Nearly a century ago the county was carved out of Pine Ridge Reservation and opened to white settlers. Today Bennett County sits awkwardly between the Pine Ridge and Rosebud Sioux Reservations, with nearly one-third of its land classified as "Indian Country" and the rest considered by many Pine Ridge Lakotas to still belong to the reservation. The county is home to a dynamic population, divided by the residents into three groups?"whites," "fullbloods," and "mixedbloods." Tensions between the three groups lurk admid the quiet harmony of Bennett County's everyday rural life and emerge in moments of community crisis.
In a moving account, anthropologist Paula L. Wagoner tells the story of Bennett County, using snapshots of community events and crises, past and present, to reveal the complexity of race relations and identities there. A homecoming weekend at Bennett County High School becomes a flashpoint for controversy because of the differences of meaning ascribed by the county's three identity groups to the school's team name?the Warriors. At another time, the shooting of a Lakota man by a local non-Indian rancher and the volatile wake that follows demonstrate the impulse to racialize disputes that lies just beneath the surface of everyday life.
Yet such very real problems of identity have not completely overwhelmed Bennett County. Wagoner also shows that despite their differences, residents have managed to find common ground as a region of "diverse insiders" who share an economic dependency on federal funds, distrust outsiders, and, above all, deeply love their land.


## WHAT IS REQUIRED
Your job is to return every line in the data holding the string "pixels".

## ENTRIES SUPPLIED
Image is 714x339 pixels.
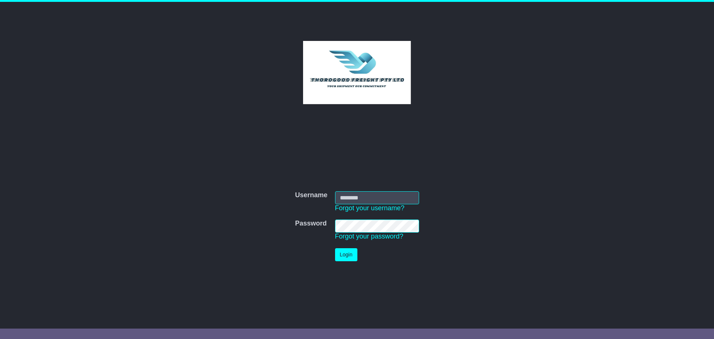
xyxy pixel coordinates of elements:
[335,233,404,240] a: Forgot your password?
[335,204,405,212] a: Forgot your username?
[303,41,411,104] img: Thorogood Freight Pty Ltd
[295,219,327,228] label: Password
[335,248,357,261] button: Login
[295,191,327,199] label: Username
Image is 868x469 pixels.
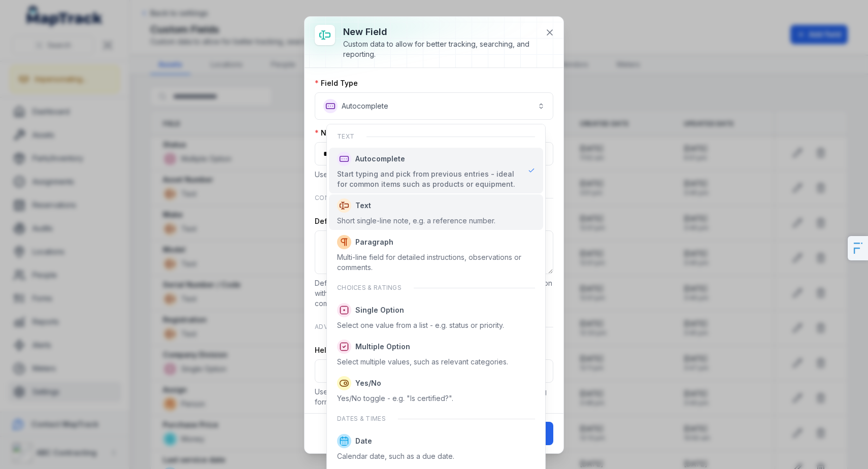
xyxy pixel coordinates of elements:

## RESPONSE TO THIS TASK
Image is 714x339 pixels.
Image is 868x469 pixels.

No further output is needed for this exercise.